Exercise 2 (on your own): Type x = np.random.uniform(0, 1, 10) then print(x) and run it.
plt.figure(figsize=(10, 8))
colors = ['red', 'blue']
labels = ['No Purchase', 'Purchase']
for i in [0, 1]:
mask = y_purchase == i
plt.scatter(x1_age[mask], x2_income[mask], c=colors[i], alpha=0.6,
label=labels[i], s=50)
x_line = np.linspace(-2, 2, 100)
y_line = -x_line
plt.plot(x_line, y_line, 'k--', linewidth=2,
label='Decision Boundary (age + income = 0)')

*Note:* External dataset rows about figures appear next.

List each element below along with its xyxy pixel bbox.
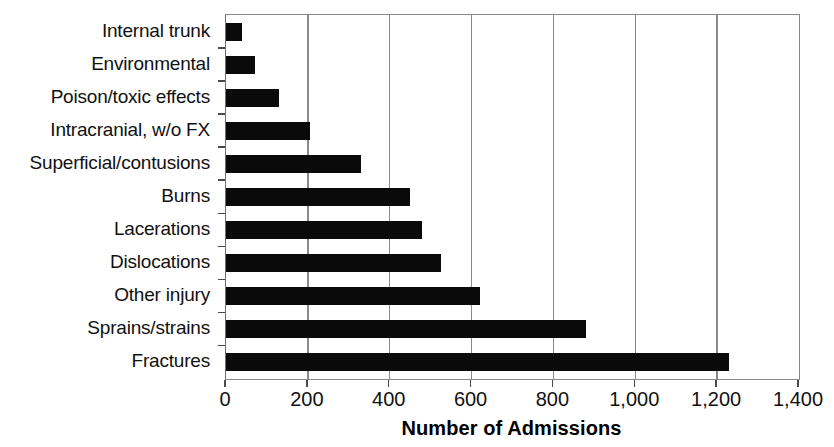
bar: [226, 89, 279, 107]
category-tick-mark: [218, 279, 225, 281]
value-tick-mark: [306, 380, 308, 387]
x-axis-title: Number of Admissions: [225, 417, 798, 439]
bar: [226, 221, 422, 239]
value-tick-mark: [388, 380, 390, 387]
category-tick-mark: [218, 179, 225, 181]
value-tick-mark: [552, 380, 554, 387]
value-tick-label: 600: [454, 389, 487, 409]
category-label: Other injury: [0, 285, 218, 304]
bar: [226, 188, 410, 206]
bar: [226, 254, 441, 272]
value-tick-label: 1,000: [609, 389, 659, 409]
value-tick-label: 400: [372, 389, 405, 409]
bar: [226, 56, 255, 74]
value-tick-label: 0: [219, 389, 230, 409]
gridline: [635, 15, 637, 379]
category-tick-mark: [218, 80, 225, 82]
category-tick-mark: [218, 146, 225, 148]
bar: [226, 287, 480, 305]
category-label: Environmental: [0, 54, 218, 73]
value-tick-mark: [470, 380, 472, 387]
value-tick-label: 800: [536, 389, 569, 409]
bar: [226, 353, 729, 371]
category-label: Intracranial, w/o FX: [0, 120, 218, 139]
category-tick-mark: [218, 345, 225, 347]
value-tick-label: 1,200: [691, 389, 741, 409]
category-tick-mark: [218, 213, 225, 215]
category-label: Sprains/strains: [0, 318, 218, 337]
value-tick-mark: [715, 380, 717, 387]
bar: [226, 122, 310, 140]
category-label: Poison/toxic effects: [0, 87, 218, 106]
category-label: Dislocations: [0, 252, 218, 271]
category-label: Fractures: [0, 351, 218, 370]
category-axis-labels: Internal trunkEnvironmentalPoison/toxic …: [0, 14, 218, 378]
category-label: Lacerations: [0, 219, 218, 238]
bar-chart: Internal trunkEnvironmentalPoison/toxic …: [0, 0, 834, 447]
value-tick-label: 200: [290, 389, 323, 409]
value-tick-mark: [224, 380, 226, 387]
category-label: Burns: [0, 186, 218, 205]
category-tick-mark: [218, 47, 225, 49]
value-tick-label: 1,400: [773, 389, 823, 409]
category-label: Superficial/contusions: [0, 153, 218, 172]
value-tick-mark: [797, 380, 799, 387]
category-tick-mark: [218, 246, 225, 248]
bar: [226, 155, 361, 173]
value-tick-mark: [634, 380, 636, 387]
bar: [226, 320, 586, 338]
gridline: [716, 15, 718, 379]
bar: [226, 23, 242, 41]
category-label: Internal trunk: [0, 21, 218, 40]
category-tick-mark: [218, 113, 225, 115]
category-tick-mark: [218, 312, 225, 314]
plot-area: [225, 14, 800, 380]
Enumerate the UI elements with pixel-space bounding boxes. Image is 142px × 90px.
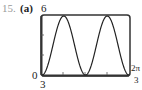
- chart-plot: [0, 0, 142, 90]
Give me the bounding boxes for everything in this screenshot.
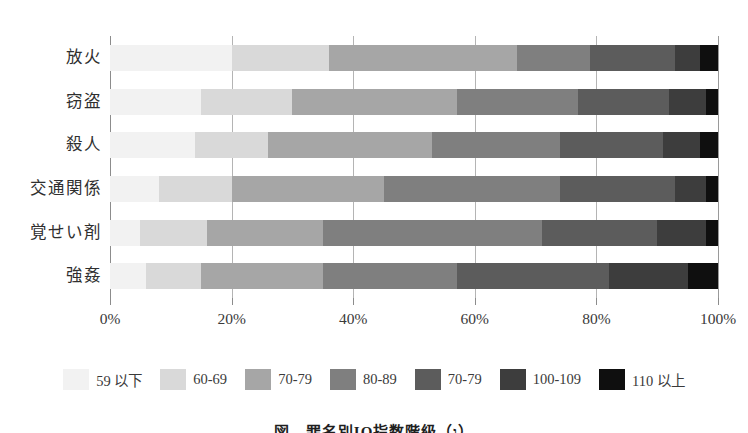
chart-legend: 59 以下60-6970-7980-8970-79100-109110 以上 [0,362,748,396]
bar-segment [384,176,560,202]
bar-segment [657,220,706,246]
bar-row: 窃盗 [110,89,718,115]
bar-segment [675,176,705,202]
legend-label: 59 以下 [96,369,142,390]
legend-swatch-icon [245,369,271,390]
legend-item[interactable]: 70-79 [245,369,312,390]
bar-segment [110,45,232,71]
x-tick [232,298,233,305]
gridline-60 [475,36,476,298]
legend-swatch-icon [63,369,89,390]
bar-row: 殺人 [110,132,718,158]
bar-segment [195,132,268,158]
x-tick-label: 40% [318,310,388,328]
category-label: 窃盗 [2,89,102,115]
category-label: 覚せい剤 [2,220,102,246]
plot-area: 放火窃盗殺人交通関係覚せい剤強姦 [110,36,718,298]
bar-segment [457,89,579,115]
bar-segment [706,89,718,115]
x-tick-label: 80% [561,310,631,328]
bar-row: 覚せい剤 [110,220,718,246]
bar-segment [323,263,457,289]
bar-segment [688,263,718,289]
legend-item[interactable]: 60-69 [160,369,227,390]
bar-segment [457,263,609,289]
bar-segment [700,45,718,71]
bar-row: 交通関係 [110,176,718,202]
category-label: 放火 [2,45,102,71]
x-tick [110,298,111,305]
bar-row: 放火 [110,45,718,71]
x-axis: 0%20%40%60%80%100% [110,298,718,306]
gridline-20 [232,36,233,298]
legend-item[interactable]: 59 以下 [63,369,142,390]
bar-segment [669,89,705,115]
bar-segment [201,263,323,289]
category-label: 殺人 [2,132,102,158]
bar-segment [232,176,384,202]
x-tick-label: 100% [683,310,748,328]
legend-swatch-icon [415,369,441,390]
x-tick [353,298,354,305]
bar-segment [675,45,699,71]
bar-segment [590,45,675,71]
legend-label: 100-109 [533,371,581,388]
bar-segment [609,263,688,289]
legend-label: 70-79 [448,371,482,388]
category-label: 交通関係 [2,176,102,202]
legend-item[interactable]: 110 以上 [599,369,685,390]
bar-segment [706,220,718,246]
legend-swatch-icon [160,369,186,390]
bar-segment [146,263,201,289]
bar-segment [159,176,232,202]
bar-segment [140,220,207,246]
plot-frame [110,36,718,298]
figure-caption: 図 罪名別IQ指数階級（ו） [0,420,748,433]
bar-segment [542,220,658,246]
x-tick [475,298,476,305]
bar-segment [329,45,517,71]
bar-segment [323,220,542,246]
bar-segment [663,132,699,158]
legend-item[interactable]: 100-109 [500,369,581,390]
gridline-80 [596,36,597,298]
gridline-40 [353,36,354,298]
x-tick-label: 20% [197,310,267,328]
legend-item[interactable]: 80-89 [330,369,397,390]
bar-segment [560,176,676,202]
legend-label: 60-69 [193,371,227,388]
legend-swatch-icon [330,369,356,390]
legend-item[interactable]: 70-79 [415,369,482,390]
bar-segment [110,89,201,115]
gridline-100 [718,36,719,298]
bar-segment [517,45,590,71]
legend-swatch-icon [599,369,625,390]
bar-segment [201,89,292,115]
bar-segment [706,176,718,202]
legend-label: 110 以上 [632,369,685,390]
bar-segment [578,89,669,115]
bar-segment [110,176,159,202]
bar-segment [432,132,560,158]
bar-row: 強姦 [110,263,718,289]
legend-label: 70-79 [278,371,312,388]
x-tick [596,298,597,305]
bar-segment [700,132,718,158]
bar-segment [110,263,146,289]
bar-segment [207,220,323,246]
x-tick-label: 0% [75,310,145,328]
legend-swatch-icon [500,369,526,390]
x-tick-label: 60% [440,310,510,328]
legend-label: 80-89 [363,371,397,388]
chart-figure: 放火窃盗殺人交通関係覚せい剤強姦 0%20%40%60%80%100% 59 以… [0,0,748,433]
bar-segment [292,89,456,115]
bar-segment [110,132,195,158]
bar-segment [232,45,329,71]
x-tick [718,298,719,305]
bar-segment [110,220,140,246]
bar-segment [560,132,663,158]
bar-segment [268,132,432,158]
category-label: 強姦 [2,263,102,289]
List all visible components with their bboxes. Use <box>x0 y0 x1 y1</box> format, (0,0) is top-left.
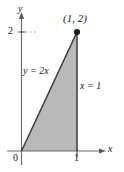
math-figure-triangular-region: (1, 2) y x 2 0 1 y = 2x x = 1 <box>0 0 124 172</box>
line-equation-label: y = 2x <box>23 66 49 76</box>
x-axis-label: x <box>108 144 112 154</box>
y-tick-label-2: 2 <box>8 26 13 36</box>
figure-canvas <box>0 0 124 172</box>
point-coordinate-label: (1, 2) <box>63 13 87 24</box>
vertical-line-equation-label: x = 1 <box>80 81 101 91</box>
origin-label: 0 <box>13 153 18 163</box>
point-1-2-marker <box>74 29 80 35</box>
y-axis-label: y <box>18 4 22 14</box>
x-tick-label-1: 1 <box>74 153 79 163</box>
x-axis-arrowhead <box>99 148 106 153</box>
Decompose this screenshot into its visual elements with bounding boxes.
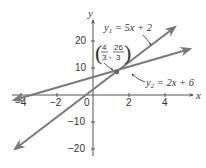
svg-text:y1 = 5x + 2: y1 = 5x + 2 bbox=[103, 22, 153, 35]
svg-text:): ) bbox=[124, 40, 131, 65]
svg-text:26: 26 bbox=[114, 43, 123, 52]
y-tick-label: 20 bbox=[75, 35, 87, 46]
y2-annotation: y2 = 2x + 6 bbox=[132, 74, 195, 90]
svg-text:3: 3 bbox=[116, 53, 121, 62]
y-tick-label: −20 bbox=[68, 143, 85, 154]
line-chart: −4 −2 0 2 4 x 20 10 −10 −20 y y1 = 5x + … bbox=[0, 0, 206, 168]
y-axis-label: y bbox=[87, 7, 93, 19]
intersection-point bbox=[115, 70, 119, 74]
y-tick-label: 10 bbox=[75, 62, 87, 73]
svg-text:3: 3 bbox=[102, 53, 107, 62]
svg-text:,: , bbox=[109, 50, 112, 60]
svg-text:y2 = 2x + 6: y2 = 2x + 6 bbox=[145, 77, 195, 90]
x-tick-label: −2 bbox=[50, 97, 62, 108]
x-tick-label: 0 bbox=[84, 97, 90, 108]
x-tick-label: 2 bbox=[126, 97, 132, 108]
y-tick-label: −10 bbox=[68, 116, 85, 127]
x-axis-label: x bbox=[195, 89, 201, 101]
x-tick-label: 4 bbox=[162, 97, 168, 108]
y-axis: 20 10 −10 −20 y bbox=[68, 7, 95, 156]
svg-text:4: 4 bbox=[102, 43, 107, 52]
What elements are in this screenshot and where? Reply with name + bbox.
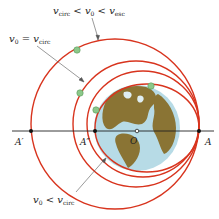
satellite-icon	[77, 90, 83, 96]
satellite-icon	[93, 107, 99, 113]
label-a: A	[205, 138, 212, 147]
label-o: O	[130, 137, 137, 146]
point-a-double-prime-dot	[93, 129, 97, 133]
point-a-prime-dot	[29, 129, 33, 133]
label-vcirc-lt-v0-lt-vesc: vcirc < v0 < vesc	[53, 6, 125, 17]
label-v0-lt-vcirc: v0 < vcirc	[33, 195, 74, 206]
arrowhead-icon	[102, 158, 106, 163]
satellite-icon	[74, 47, 80, 53]
point-o-dot	[135, 129, 139, 133]
earth	[94, 85, 180, 171]
arrowhead-icon	[96, 35, 100, 40]
label-a-prime: A′	[15, 138, 24, 147]
label-a-double-prime: A″	[80, 138, 90, 147]
satellite-icon	[148, 83, 154, 89]
label-v0-eq-vcirc: v0 = vcirc	[9, 34, 50, 45]
point-a-dot	[197, 129, 201, 133]
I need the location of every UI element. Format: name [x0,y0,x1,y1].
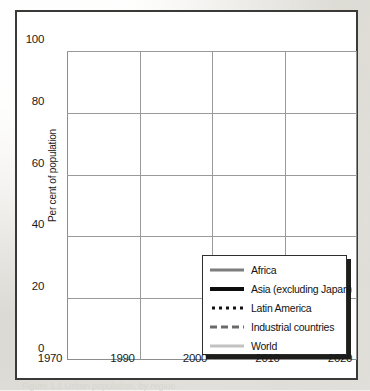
x-tick-label-2020: 2020 [312,352,368,364]
x-tick-label-2010: 2010 [240,352,296,364]
x-tick-label-1990: 1990 [95,352,151,364]
x-tick-label-2000: 2000 [167,352,223,364]
x-tick-label-1970: 1970 [22,352,78,364]
figure-caption: Figure 1.1 Urban population, by region [22,381,322,391]
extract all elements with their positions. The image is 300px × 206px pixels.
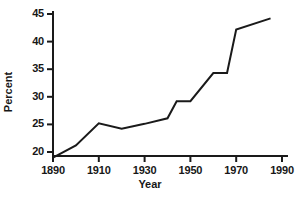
y-tick-label: 25 <box>0 117 44 129</box>
data-series-line <box>53 18 271 157</box>
line-chart: Percent 202530354045 1890191019301950197… <box>0 0 300 206</box>
y-tick-label: 20 <box>0 145 44 157</box>
x-tick-label: 1910 <box>79 164 119 176</box>
x-tick-label: 1970 <box>216 164 256 176</box>
y-tick-label: 35 <box>0 62 44 74</box>
x-tick-label: 1930 <box>125 164 165 176</box>
y-tick-label: 30 <box>0 90 44 102</box>
x-axis-title: Year <box>0 178 300 190</box>
y-tick-label: 45 <box>0 7 44 19</box>
x-tick-label: 1950 <box>170 164 210 176</box>
x-tick-label: 1890 <box>33 164 73 176</box>
x-tick-label: 1990 <box>262 164 300 176</box>
y-tick-label: 40 <box>0 35 44 47</box>
caption-fragment <box>0 198 300 206</box>
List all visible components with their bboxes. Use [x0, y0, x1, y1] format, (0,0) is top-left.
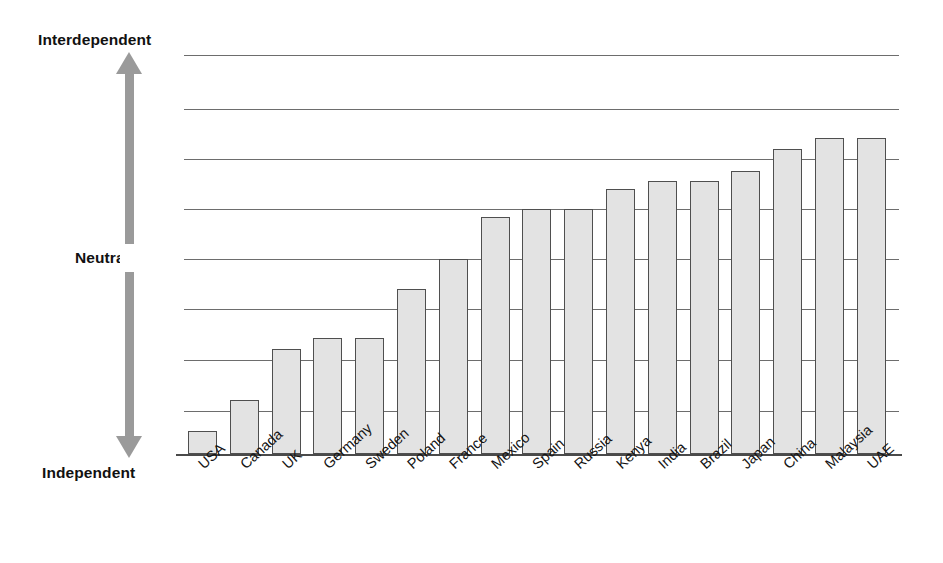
bar-uae[interactable] [857, 138, 886, 454]
x-axis-category-labels: USACanadaUKGermanySwedenPolandFranceMexi… [184, 460, 924, 563]
bar-malaysia[interactable] [815, 138, 844, 454]
arrow-down-head-icon [116, 436, 142, 458]
chart-figure: Interdependent Neutral Independent USACa… [0, 0, 943, 563]
bar-france[interactable] [439, 259, 468, 454]
bar-russia[interactable] [564, 209, 593, 454]
bar-germany[interactable] [313, 338, 342, 454]
bar-series [184, 48, 899, 455]
bar-kenya[interactable] [606, 189, 635, 454]
arrow-label-gap [120, 244, 139, 272]
bar-mexico[interactable] [481, 217, 510, 454]
axis-label-independent: Independent [42, 464, 135, 482]
axis-label-interdependent: Interdependent [38, 31, 151, 49]
bar-spain[interactable] [522, 209, 551, 454]
plot-area [184, 48, 899, 460]
bar-china[interactable] [773, 149, 802, 454]
bar-japan[interactable] [731, 171, 760, 454]
vertical-scale-arrow-icon [116, 52, 142, 458]
bar-brazil[interactable] [690, 181, 719, 454]
bar-india[interactable] [648, 181, 677, 454]
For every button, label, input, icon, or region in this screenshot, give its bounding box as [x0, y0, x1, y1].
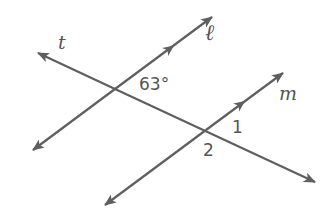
diagram-lines [0, 0, 326, 222]
label-angle-2: 2 [203, 142, 214, 159]
label-line-l: ℓ [205, 22, 214, 44]
label-line-t: t [58, 33, 66, 52]
label-line-m: m [279, 84, 297, 103]
line-m [105, 73, 283, 205]
label-angle-63: 63° [139, 76, 169, 93]
line-t [38, 53, 315, 182]
geometry-diagram: t ℓ m 63° 1 2 [0, 0, 326, 222]
label-angle-1: 1 [232, 119, 243, 136]
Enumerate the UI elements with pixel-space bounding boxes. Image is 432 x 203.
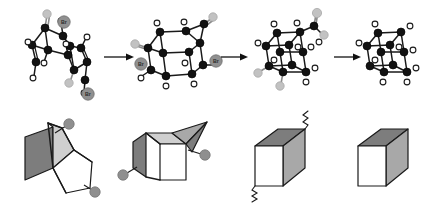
hydrogen-atom xyxy=(316,39,322,45)
bromine-atom xyxy=(58,16,70,28)
carbon-atom xyxy=(196,39,204,47)
carbon-atom xyxy=(302,68,310,76)
hydrogen-atom xyxy=(182,60,188,66)
hydrogen-atom xyxy=(271,57,277,63)
carbon-atom xyxy=(363,42,371,50)
carbon-atom xyxy=(273,29,281,37)
figure-root: Br Br xyxy=(0,0,432,203)
carbon-atom xyxy=(81,76,89,84)
carbon-atom xyxy=(162,72,170,80)
carbon-atom xyxy=(265,62,273,70)
bromine-substituent: Br xyxy=(58,16,70,28)
carbon-atom xyxy=(32,58,40,66)
cube-face-front xyxy=(358,146,386,186)
cube-face-front xyxy=(255,146,283,186)
bromine-atom xyxy=(210,55,222,67)
bromine-atom xyxy=(82,88,94,100)
gray-atom xyxy=(65,79,73,87)
hydrogen-atom xyxy=(407,23,413,29)
hydrogen-atom xyxy=(41,60,47,66)
gray-atom xyxy=(276,82,284,90)
hydrogen-atom xyxy=(303,79,309,85)
gray-atom xyxy=(254,69,262,77)
carbon-atom xyxy=(59,32,67,40)
hydrogen-atom xyxy=(413,65,419,71)
hydrogen-atom xyxy=(372,21,378,27)
carbon-atom xyxy=(182,27,190,35)
hydrogen-atom xyxy=(294,20,300,26)
hydrogen-atom xyxy=(312,65,318,71)
carbon-atom xyxy=(288,61,296,69)
gray-atom xyxy=(209,13,217,21)
carbon-atom xyxy=(156,28,164,36)
gray-atom xyxy=(320,31,328,39)
hydrogen-atom xyxy=(396,44,402,50)
knob-circle xyxy=(200,150,210,160)
carbon-atom xyxy=(77,44,85,52)
hydrogen-atom xyxy=(191,81,197,87)
gray-atom xyxy=(131,40,139,48)
hydrogen-atom xyxy=(181,19,187,25)
knob-circle xyxy=(118,170,128,180)
carbon-atom xyxy=(296,28,304,36)
bromine-substituent: Br xyxy=(82,88,94,100)
carbon-atom xyxy=(144,44,152,52)
carbon-atom xyxy=(386,41,394,49)
hydrogen-atom xyxy=(308,44,314,50)
carbon-atom xyxy=(397,28,405,36)
gray-atom xyxy=(43,10,51,18)
carbon-atom xyxy=(377,48,385,56)
hydrogen-atom xyxy=(163,83,169,89)
hydrogen-atom xyxy=(25,39,31,45)
carbon-atom xyxy=(403,68,411,76)
carbon-atom xyxy=(83,58,91,66)
carbon-atom xyxy=(310,22,318,30)
carbon-atom xyxy=(374,29,382,37)
hydrogen-atom xyxy=(372,57,378,63)
bromine-atom xyxy=(135,58,147,70)
hydrogen-atom xyxy=(63,41,69,47)
carbon-atom xyxy=(147,66,155,74)
hydrogen-atom xyxy=(380,79,386,85)
carbon-atom xyxy=(285,41,293,49)
carbon-atom xyxy=(70,66,78,74)
bromine-substituent: Br xyxy=(210,55,222,67)
knob-circle xyxy=(64,119,74,129)
bromine-substituent: Br xyxy=(135,58,147,70)
hydrogen-atom xyxy=(84,34,90,40)
carbon-atom xyxy=(262,42,270,50)
fold-face-white xyxy=(160,144,186,180)
hydrogen-atom xyxy=(154,20,160,26)
carbon-atom xyxy=(276,48,284,56)
carbon-atom xyxy=(44,46,52,54)
hydrogen-atom xyxy=(295,44,301,50)
carbon-atom xyxy=(64,51,72,59)
carbon-atom xyxy=(380,68,388,76)
carbon-atom xyxy=(389,61,397,69)
carbon-atom xyxy=(41,24,49,32)
carbon-atom xyxy=(279,68,287,76)
carbon-atom xyxy=(199,61,207,69)
hydrogen-atom xyxy=(271,21,277,27)
hydrogen-atom xyxy=(404,79,410,85)
hydrogen-atom xyxy=(356,40,362,46)
knob-circle xyxy=(90,187,100,197)
hydrogen-atom xyxy=(138,75,144,81)
hydrogen-atom xyxy=(255,40,261,46)
synthesis-scheme-figure: Br Br xyxy=(0,0,432,203)
hydrogen-atom xyxy=(410,47,416,53)
gray-atom xyxy=(312,8,321,17)
carbon-atom xyxy=(188,70,196,78)
carbon-atom xyxy=(185,48,193,56)
carbon-atom xyxy=(200,20,208,28)
hydrogen-atom xyxy=(30,75,36,81)
carbon-atom xyxy=(366,62,374,70)
carbon-atom xyxy=(159,49,167,57)
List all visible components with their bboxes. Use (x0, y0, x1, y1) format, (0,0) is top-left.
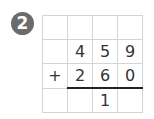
plus-operator: + (43, 64, 68, 89)
answer-ones[interactable] (118, 88, 143, 113)
digit-hundreds: 2 (68, 64, 93, 89)
answer-tens[interactable]: 1 (93, 88, 118, 113)
answer-row: 1 (43, 88, 143, 113)
answer-cell[interactable] (43, 88, 68, 113)
addend-row-2: + 2 6 0 (43, 64, 143, 89)
answer-hundreds[interactable] (68, 88, 93, 113)
carry-row (43, 16, 143, 40)
digit-tens: 5 (93, 40, 118, 64)
grid-cell (43, 40, 68, 64)
digit-tens: 6 (93, 64, 118, 89)
grid-cell (118, 16, 143, 40)
digit-ones: 0 (118, 64, 143, 89)
digit-ones: 9 (118, 40, 143, 64)
addition-grid: 4 5 9 + 2 6 0 1 (42, 15, 143, 113)
digit-hundreds: 4 (68, 40, 93, 64)
grid-cell (68, 16, 93, 40)
grid-cell (93, 16, 118, 40)
problem-number-badge: 2 (11, 12, 34, 35)
addend-row-1: 4 5 9 (43, 40, 143, 64)
grid-cell (43, 16, 68, 40)
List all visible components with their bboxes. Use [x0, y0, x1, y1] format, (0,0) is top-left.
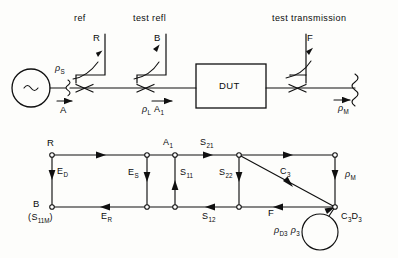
sfg-node-A1: A1	[163, 138, 173, 149]
sfg-branch-C3D3: C3D3	[341, 212, 362, 223]
header-ref: ref	[74, 14, 86, 23]
sfg-node-B-alt: (S11M)	[28, 213, 53, 224]
sfg-nodes	[50, 153, 338, 210]
header-test-transmission: test transmission	[272, 14, 346, 23]
figure-vector-graphics	[0, 0, 398, 258]
port-label-F: F	[307, 33, 313, 43]
sfg-branch-rhoM: ρM	[345, 170, 356, 181]
sfg-self-loop	[302, 214, 338, 250]
header-test-refl: test refl	[133, 14, 166, 23]
sfg-branch-S11: S11	[180, 168, 193, 179]
sfg-branch-ED: ED	[57, 167, 68, 178]
sfg-arrowheads	[49, 152, 339, 214]
label-A: A	[60, 105, 67, 115]
coupler-test-refl	[134, 34, 166, 92]
sfg-loop-label: ρD3ρ3	[274, 226, 300, 237]
sfg-node-B: B	[33, 199, 40, 209]
dut-label: DUT	[219, 81, 240, 91]
port-label-B: B	[154, 33, 161, 43]
sfg-branch-S12: S12	[202, 212, 215, 223]
rho-m-termination	[352, 74, 358, 106]
sfg-branch-C3: C3	[280, 167, 290, 178]
port-label-R: R	[93, 33, 100, 43]
label-rho-L-A1: ρLA1	[142, 105, 164, 116]
sfg-branch-ES: ES	[128, 168, 139, 179]
sfg-branch-S22: S22	[219, 168, 232, 179]
sfg-node-F: F	[268, 208, 274, 218]
signal-source-circle	[12, 69, 50, 107]
figure-canvas: ref test refl test transmission R B F ρS…	[0, 0, 398, 258]
rho-s-squiggle	[66, 80, 70, 96]
sfg-node-R: R	[47, 138, 54, 148]
label-rho-M-load: ρM	[338, 104, 349, 115]
sfg-branch-ER: ER	[101, 212, 112, 223]
label-rho-s: ρS	[55, 64, 65, 75]
coupler-ref	[73, 34, 105, 92]
sfg-branch-S21: S21	[200, 138, 213, 149]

plt.xlabel('Age (normalized)')
plt.ylabel('Income (normalized)')
plt.title('Customer Purchase Behavior')
plt.legend()
plt.grid(True, alpha=0.3)
plt.show()
A neuron calculates a linear function then applies activation:
Linear Calculation: z = b + w1×x1 + w2×x2
Activation Functions:
The parameters (b, w1, w2) are learned from data during training.
Our simple network:
Parameters:
Exercise 1 (with Gemini): Ask Gemini to “write a Python function that implements the sigmoid activation function”
Exercise 2 (on your own): Type def sigmoid(z): return 1 / (1 + np.exp(-z)) then print(sigmoid(0)) and run it.
# Network parameters (example values)
W1 = np.array([[0.5, 0.3], [-0.4, 0.6], [0.2, -0.3]])
b1 = np.array([0.1, -0.2, 0.3])
W2 = np.array([[0.7], [-0.5], [0.8]])
b2 = np.array([0.2])
# Example input
x_input = np.array([1.2, -0.8])
# Hidden layer calculation
z1 = W1 @ x_input + b1
h = sigmoid(z1)
# Output layer calculation
z2 = W2.T @ h + b2
y_hat = sigmoid(z2)[0]
print(f"Input: x1={x_input[0]}, x2={x_input[1]}")
print(f"Hidden: h1={h[0]:.3f}, h2={h[1]:.3f}, h3={h[2]:.3f}")
print(f"Output: y_hat={y_hat:.3f} ({y_hat:.1%} probability)")
print(f"Prediction: {'Purchase' if y_hat >= 0.5 else 'No Purchase'}")Input: x1=1.2, x2=-0.8
Hidden: h1=0.613, h2=0.239, h3=0.686
Output: y_hat=0.742 (74.2% probability)
Prediction: Purchase
Exercise 1 (with Gemini): Ask Gemini to “explain how forward propagation works in a neural network with one hidden layer”
Exercise 2 (on your own): Type z = np.array([0.5, -0.3]) @ np.array([1.2, 0.8]) then print(z) and run it to practice matrix multiplication.